Swiss National Bank Trials CBDC in Transactions With Five Banks

Swiss National Bank Trials CBDC in Transactions With Five Banks

Swiss National Bank Trials CBDC in Transactions With Five Banks

The Swiss National Bank has successfully employed a wholesale CBDC to settle transactions with five commercial banks, the monetary authority announced. The tests are part of an experiment carried out together with the Bank for International Settlements and Switzerland’s financial services provider SIX.

Swiss Central Bank Tests Integration of Wholesale CBDC Settlement With Private Banks

A wide-range of transactions involving a wholesale central bank digital currency (CBDC) have been processed during the second phase of Project Helvetia, the Swiss National Bank (SNB) revealed in a press release issued on Thursday.

The trials are conducted as part of a joint initiative between the SNB, the Bank for International Settlements (BIS), and SIX, the main provider of financial infrastructure services in Switzerland. Five commercial banks also participated – Citi, Credit Suisse, Goldman Sachs, Hypothekarbank Lenzburg, and UBS.

The experiment, which took place in the last quarter of 2021, explored the settlement of interbank, monetary policy, and cross-border transactions on the test systems of SIX Digital Exchange (SDX), the Swiss real-time gross settlement system SIX Interbank Clearing (SIC), and core banking systems, SNB detailed.

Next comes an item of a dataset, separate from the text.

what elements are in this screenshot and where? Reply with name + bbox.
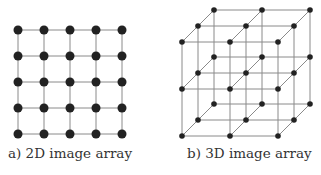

The Swiss central bank and the other banks integrated a wholesale CBDC in their existing back-office systems and processes. SNB notes that in the future, a growing number of financial assets will be tokenized while financial infrastructures will run on distributed ledger technology (DLT). Regulators may need to cover tokenized asset markets in their monetary policies, the authority said and elaborated:

International regulatory standards suggest that operators of systemically important infrastructures should settle obligations in central bank money whenever practical and available. While none of the existing DLT-based platforms are systemic yet, they may become so in the future.

“To continue fulfilling their mandates of ensuring monetary and financial stability, central banks need to stay on top of technological change. Project Helvetia… allowed the SNB to deepen its understanding of how the safety of central bank money could be extended to tokenized asset markets,” added Andréa M. Maechler, member of the bank’s governing board.

The Swiss National Bank remarks that Helvetia is only an exploratory project, suggesting it should not be viewed as plan to issue a wholesale CBDC. In December, the SNB, along with the Bank of France and BIS, carried out another experiment, testing the application of wholesale CBDC in cross-border payments. Project Jura employed DLT and was also realized with the support of private sector companies.

Do you expect the Swiss National Bank to eventually issue a wholesale CBDC? Let us know in the comments section below.